In the new paper, Wein, Yang, and Van den Broeck focus on getting the most out of “ready-for-use therapeutic foods,” or RUTFs, in famine situations. RUTFs are essentially protein-rich pastes, often made from peanuts, which are packed with a balance of vitamins, carbohydrates, and other nutrients. They don’t need to be heated or cooked, can be stored without refrigeration, and can dramatically reverse the effects of starvation.

Using advanced statistical regressions, the researchers analyzed the impact of different doses of RUTFs on children with different degrees of undernourishment. The two main gauges of undernourishment are “wasting,” based on weight-height ratios or “WHZ” scores, and “stunting,” based on height and age or “HAZ” scores.

In practice, relief organizations screen children primarily by WHZ scores for acute wasting. But the researchers found that the best predictor of early death and life-shortening disabilities was a combination of both the stunting and wasting measures.
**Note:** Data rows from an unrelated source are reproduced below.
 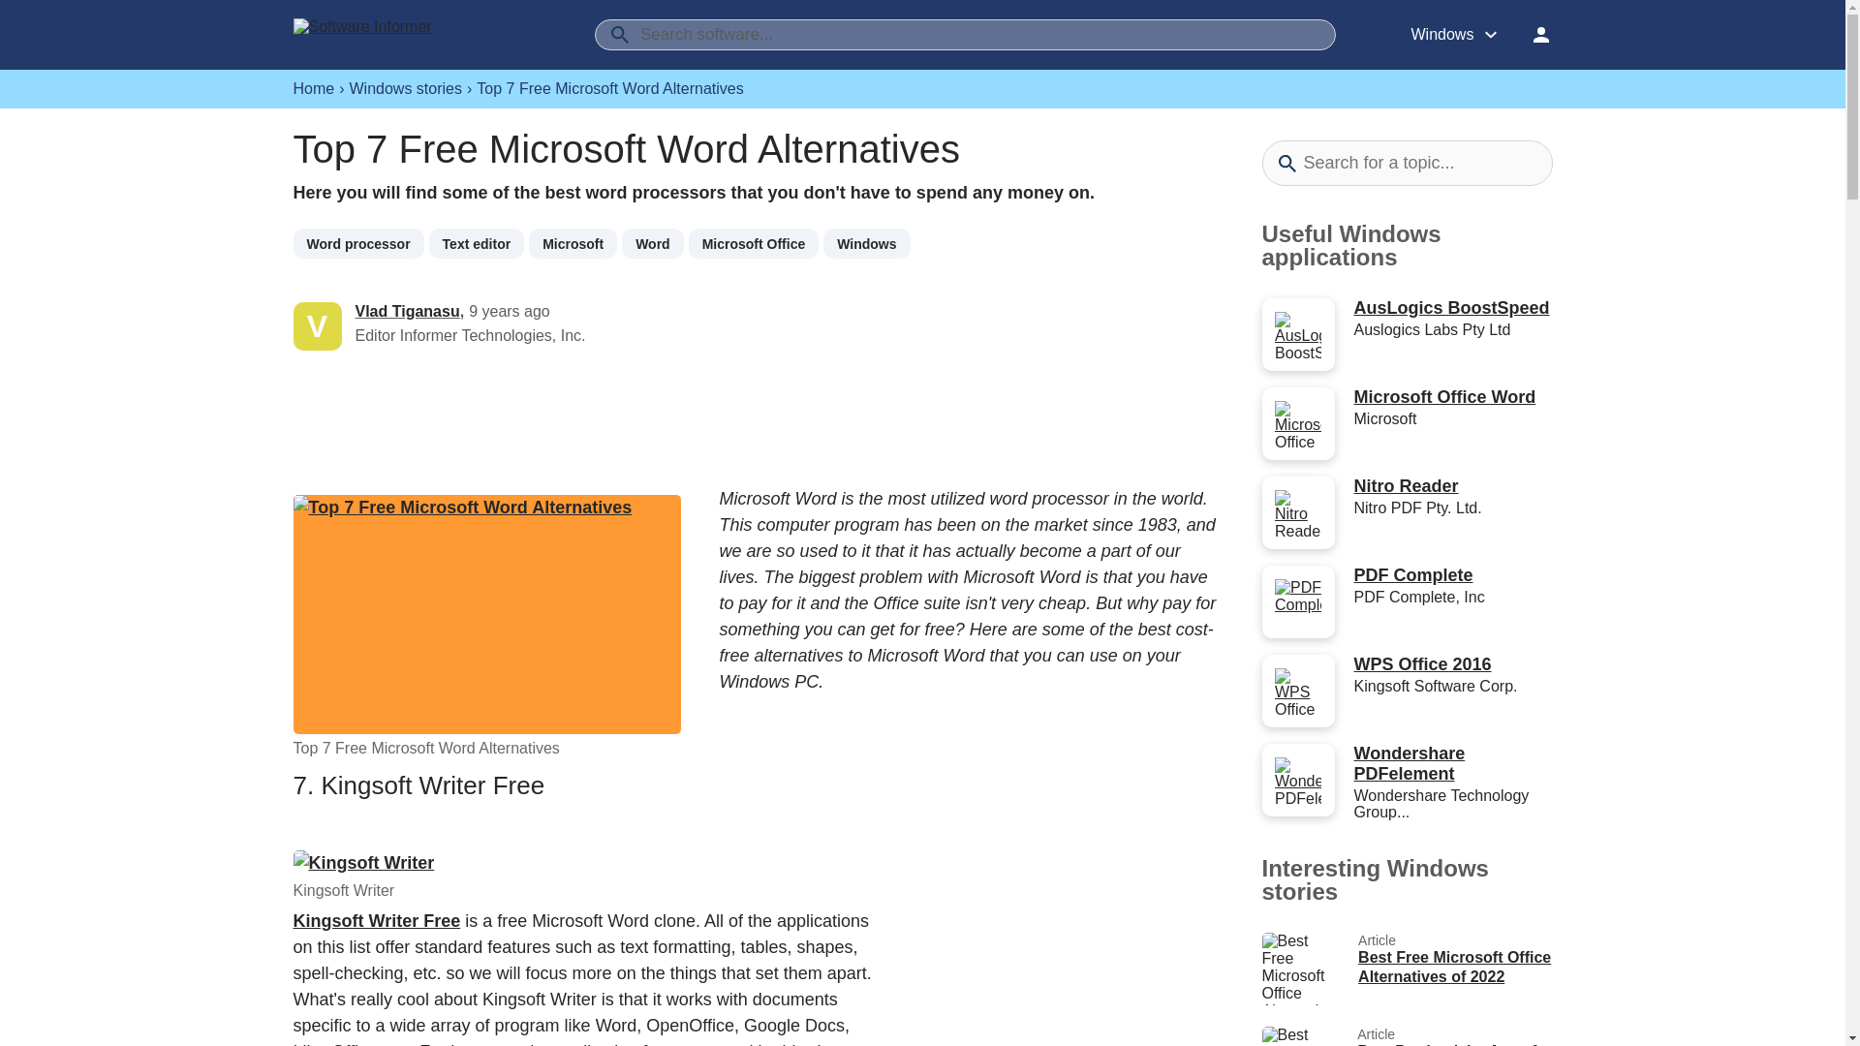 What do you see at coordinates (376, 920) in the screenshot?
I see `Kingsoft Writer Free` at bounding box center [376, 920].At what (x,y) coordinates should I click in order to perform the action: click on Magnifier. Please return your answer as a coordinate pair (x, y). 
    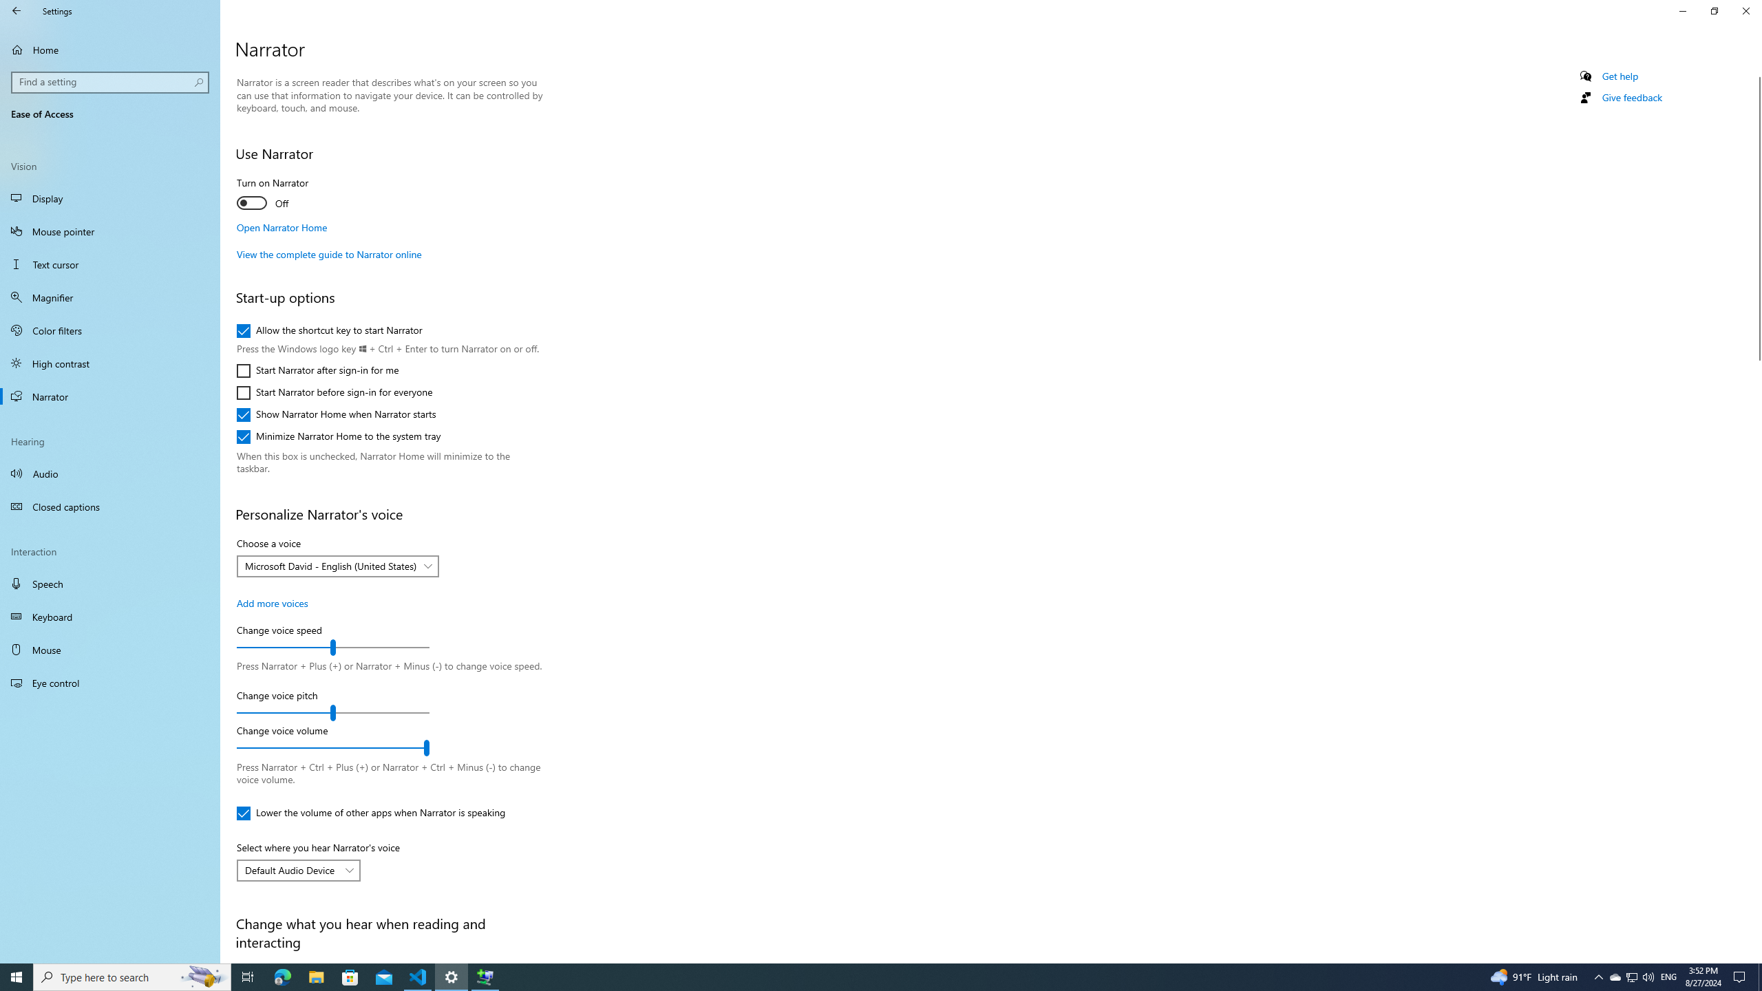
    Looking at the image, I should click on (110, 297). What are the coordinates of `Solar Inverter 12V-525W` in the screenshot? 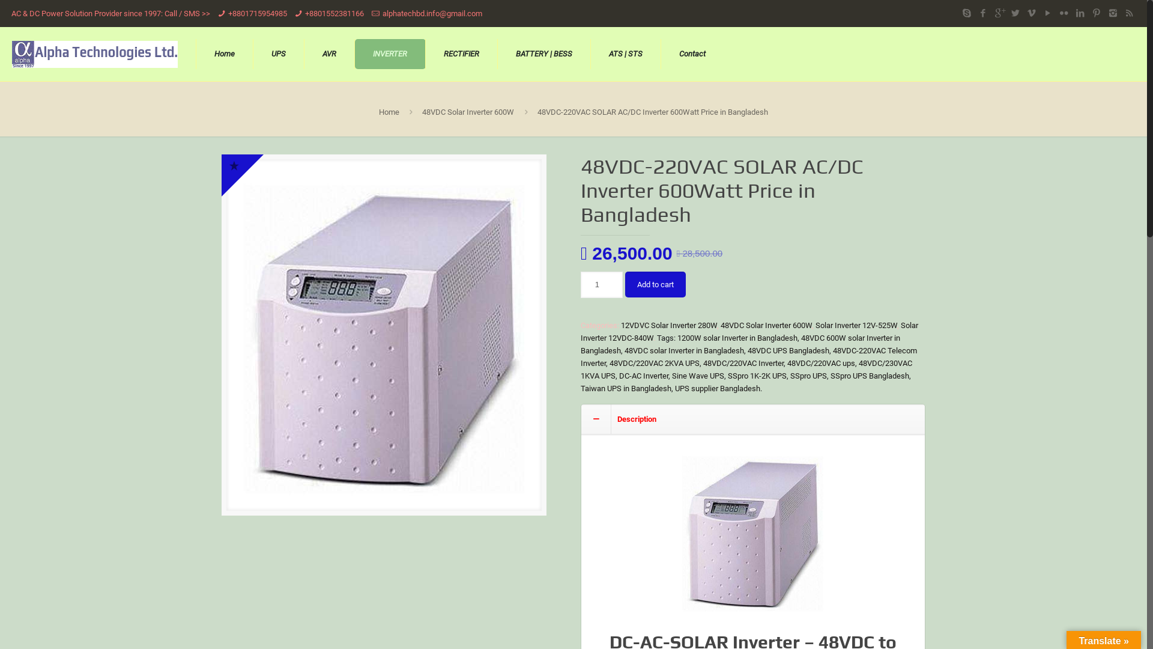 It's located at (857, 326).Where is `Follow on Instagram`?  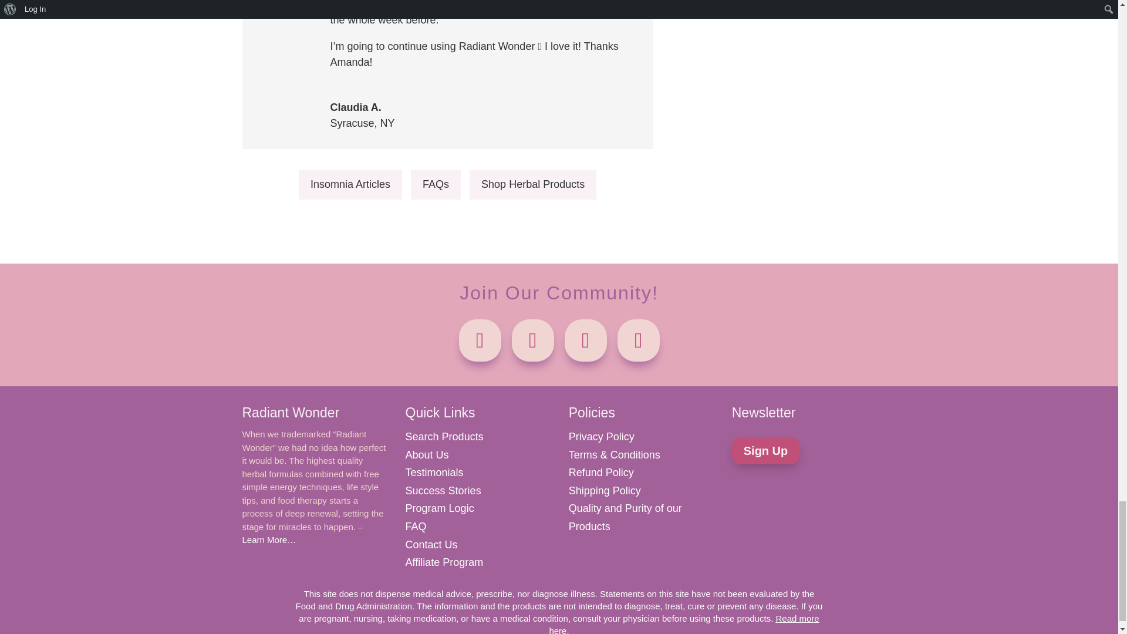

Stunting, they found, significantly aggravates the impact of wasting as a cause of early death.

The second big finding was that an “all-or-nothing” distribution of ready-for-use food saves more lives. It would be more effective, for example, to give full doses of RUTF to the 25% of children who are the most severely undernourished than to give half doses to the 50% who are the worst off.

The researchers acknowledge that their approach may be politically or culturally unacceptable in some areas, and they caution that empirical issues remain. But Wein said their approach shouldn’t pose new moral or ethical issues. That’s because most current approaches already practice a form of triage by defining severe undernourishment as a WHZ score of less than -3. Children with slightly milder symptoms are given less-powerful “supplements.”

“If you believe our results, which appear to be reasonably robust, one would say that blanket distribution poses a bigger ethical problem than an all-or-nothing approach,” Wein said.